With the return of Milton Romani as Uruguay’s drug czar, and with the medicinal use and commercial sale elements of the country’s cannabis law taking shape, incoming President Tabaré Vázquez has given his clearest signal yet that he will support its rollout when he takes office on March 1.

Even though Vázquez shifted his tone following his electoral victory, and insisted that he would implement the law to the letter, as recently as December 4 he publicly expressed doubts about current President Jose Mujica’s claim that the measure will have an impact on insecurity and take a bite out of criminal profits. These doubts were often repeated in local and international press, and led to more than a bit of speculation over whether the law would go “up in smoke” under the new president.

Yet despite all this hand-wringing, this week brought excellent news for drug policy reform advocates watching Uruguay. On February 2, newspaper La Diaria reported that Milton Romani, former drug czar and Uruguay’s ex-ambassador to the Organization of American States (OAS), would be resuming his post as national drug secretary under Vázquez. On February 5, Romani confirmed the news in an interview with El Observador, in which he himself described his nomination as a signal of “continuity.”

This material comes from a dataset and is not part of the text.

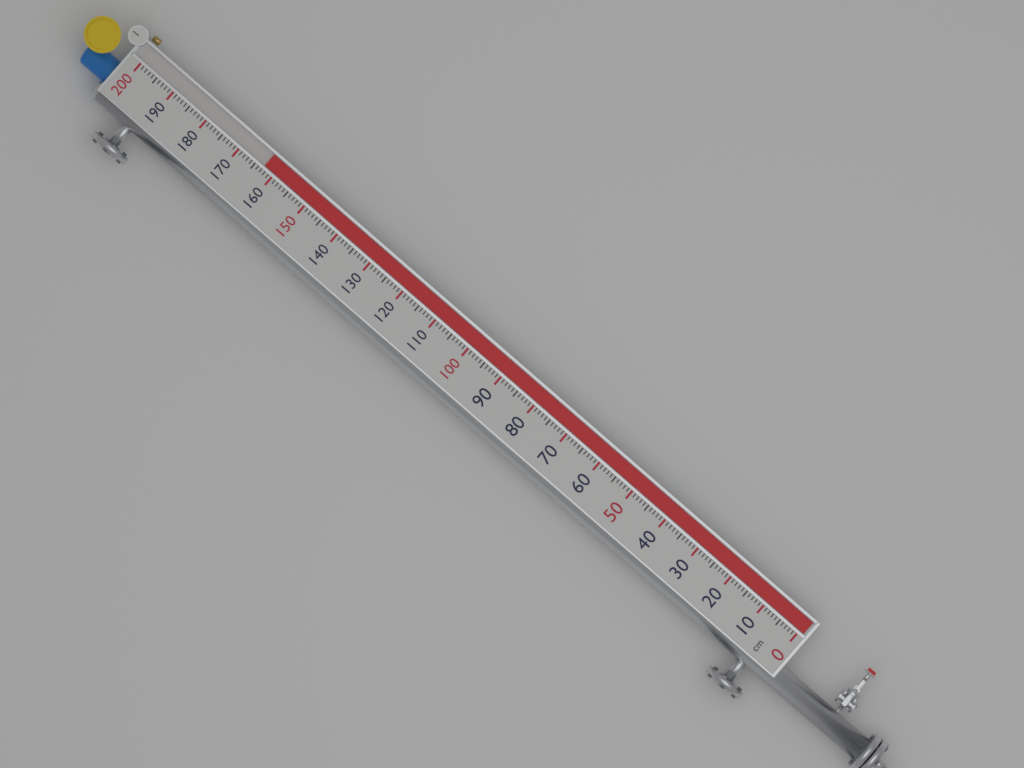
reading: 163 cm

Romani will bring a unique combination of policy expertise and political influence to the job. He not only occupied the same post from 2005 to 2011, he also was one of the first voices in Uruguay to publicly call for regulating the black market for marijuana. Indeed, Romani advocated for the creation of state mechanisms to “regulate and control the markets of production, sale and consumption” of illicit substances in a report published by the Washington Office on Latin America (WOLA) in April 2012, two months before Mujica made headlines for a similar proposal.